Jeremy Marshall, the first head of Hoares Bank from outside the family – obituary

A committed evangelist, he also revived Kingdom Bank, ‘dedicated to the glorification of the Lord Jesus Christ’

Jeremy Marshall
Jeremy Marshall Credit: Daniel Lynch/Shutterstock

Jeremy Marshall, who has died aged 60, was the first non-family chief executive of C Hoare & Co, the UK’s oldest private bank – and a passionate evangelist who lent his skills and enthusiasm to a wide range of Christian causes and projects.

After an international career with Credit Suisse, Marshall was headhunted in 2009 to take the reins at Hoares, the exclusive Fleet Street bank that dates its foundation to 1672 and had previously been run by family partners in seamless succession through 11 generations.

His brief to expand the bank’s wealth management business was driven forward with a combination of integrity, humility and professionalism that won customers’ trust and endeared him to colleagues. One passing him in a corridor asked why he was smiling so broadly: “I like this place,” he replied simply. The bank’s partners called him “a shining example of [our] values, a loyal friend and an excellent banker.”

Diagnosed with terminal cancer in 2015 – told he might live 18 months, he felt blessed to survive eight years – Marshall retired from Hoares in April 2016 to devote himself to the evangelical faith that had been essential to him throughout his life. He supported Christian charities at home and abroad, and in 2020 he led the acquisition of Kingdom Bank, a specialist lender owned by the Pentecostalist denomination Assemblies of God.

Founded in the 1950s to manage the Assemblies’ congregational funds, Kingdom had been authorised and regulated as a bank since the 1980s. When Marshall learnt it was for sale, he gathered a group of like-minded investors – anchored by the evangelical charity Stewardship, which took a 35 per cent stake – to conserve its heritage and inject capital for expansion.

Marshall, then CEO of Credit Suisse, at their Canary Wharf headquarters in 2005 Credit: Daniel Lynch/Shutterstock

Dedicated, as he put it, to “the glorification of the Lord Jesus Christ”, under Marshall’s leadership Kingdom developed its online range of savings and loan products, and insurance services for churches, charities, missionaries and Christian workers.

The Nottingham-based institution’s unique character and purpose derived from the fact that “our staff are all Christians… Often they pray with their customers,” Marshall told an interviewer. By better serving local churches and their communities, it would “help spread the gospel… across our needy nation.”

Jeremy Samuel John Marshall was born on May 8 1963 in Hemel Hempstead, the son of John Evans Marshall – minister for 45 years of the Hertfordshire town’s Alexandra Road Congregational Church – and his wife Susan, née Westcott.

A celebrated preacher who had found his calling as an Oxford undergraduate in 1954 when he heard the American evangelist Billy Graham, John Marshall led his wife and children on expeditions behind the Iron Curtain to smuggle bibles to the faithful. Not knowing how other families spent their summers, the young Jeremy assumed this was a conventional holiday.

Educated at Hemel Hempstead School, Jeremy went on to study at St John’s College, Cambridge, and later to take an MBA at Insead. His City career began with Barclays and Bank of Montreal before he moved in 1988 to Credit Suisse, where he stayed for more than 20 years, serving in Zurich and New York before becoming head of UK private banking in 2002.

Jeremy Marshall was chairman of Pastor Training International, Christian Books Worldwide and Christianity Explored, a trustee of the London Theological Seminary and a supporter of the London City Mission. Further afield, he helped the Christian church in Serbia and bible seminaries in South Africa. He was also a trustee of Woodland Trust.

He was an enthusiastic member of Hoares’ cricket team, in which he also persuaded his sons to play. He married, in 1987, Jeanette Bonsels, who survives him with their daughter and two sons.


- [What the exercise asks]
Look for the line containing "The width and height of the screenshot is (825, 391)." in the entries below, then print that line and all that follow it exactly.
------
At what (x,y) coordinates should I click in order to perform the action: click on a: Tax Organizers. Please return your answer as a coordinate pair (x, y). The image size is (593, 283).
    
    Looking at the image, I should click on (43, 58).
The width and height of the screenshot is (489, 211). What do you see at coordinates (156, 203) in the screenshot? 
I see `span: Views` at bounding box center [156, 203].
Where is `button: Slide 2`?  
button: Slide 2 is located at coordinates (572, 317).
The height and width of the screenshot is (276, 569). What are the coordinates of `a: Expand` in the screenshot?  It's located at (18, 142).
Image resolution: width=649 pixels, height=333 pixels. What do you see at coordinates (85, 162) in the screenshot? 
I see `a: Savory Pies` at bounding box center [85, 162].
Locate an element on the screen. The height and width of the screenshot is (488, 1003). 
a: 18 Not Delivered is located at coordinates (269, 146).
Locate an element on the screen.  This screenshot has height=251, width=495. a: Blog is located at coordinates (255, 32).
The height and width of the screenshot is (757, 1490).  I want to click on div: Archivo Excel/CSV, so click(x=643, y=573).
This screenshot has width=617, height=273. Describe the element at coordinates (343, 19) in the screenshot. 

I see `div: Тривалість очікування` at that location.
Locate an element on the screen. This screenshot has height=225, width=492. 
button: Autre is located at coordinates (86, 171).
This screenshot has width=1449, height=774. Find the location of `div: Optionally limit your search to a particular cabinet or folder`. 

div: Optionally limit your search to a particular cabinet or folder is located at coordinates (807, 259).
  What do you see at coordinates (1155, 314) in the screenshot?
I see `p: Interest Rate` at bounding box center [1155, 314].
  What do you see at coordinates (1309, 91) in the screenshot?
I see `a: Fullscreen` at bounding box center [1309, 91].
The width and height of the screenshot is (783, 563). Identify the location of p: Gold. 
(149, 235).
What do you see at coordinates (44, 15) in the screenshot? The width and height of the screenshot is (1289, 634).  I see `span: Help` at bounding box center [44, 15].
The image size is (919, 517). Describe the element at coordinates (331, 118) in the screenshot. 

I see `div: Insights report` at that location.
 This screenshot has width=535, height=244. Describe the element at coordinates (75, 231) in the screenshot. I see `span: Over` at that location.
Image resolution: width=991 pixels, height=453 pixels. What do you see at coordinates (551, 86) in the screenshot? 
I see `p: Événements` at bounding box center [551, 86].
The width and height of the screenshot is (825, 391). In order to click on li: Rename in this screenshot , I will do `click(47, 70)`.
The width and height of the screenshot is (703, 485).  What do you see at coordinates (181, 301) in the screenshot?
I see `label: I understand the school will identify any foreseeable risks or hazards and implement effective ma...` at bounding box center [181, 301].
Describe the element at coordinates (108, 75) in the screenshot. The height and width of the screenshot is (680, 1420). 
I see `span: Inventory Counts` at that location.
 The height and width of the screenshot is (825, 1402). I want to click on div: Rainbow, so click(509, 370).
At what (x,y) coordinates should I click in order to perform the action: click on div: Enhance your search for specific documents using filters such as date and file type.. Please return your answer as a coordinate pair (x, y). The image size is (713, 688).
------
- [Answer section]
The width and height of the screenshot is (825, 391). In order to click on li: Rename in this screenshot , I will do `click(47, 70)`.
The width and height of the screenshot is (703, 485).  What do you see at coordinates (181, 301) in the screenshot?
I see `label: I understand the school will identify any foreseeable risks or hazards and implement effective ma...` at bounding box center [181, 301].
Describe the element at coordinates (108, 75) in the screenshot. The height and width of the screenshot is (680, 1420). 
I see `span: Inventory Counts` at that location.
 The height and width of the screenshot is (825, 1402). I want to click on div: Rainbow, so click(509, 370).
At what (x,y) coordinates should I click in order to perform the action: click on div: Enhance your search for specific documents using filters such as date and file type.. Please return your answer as a coordinate pair (x, y). The image size is (713, 688).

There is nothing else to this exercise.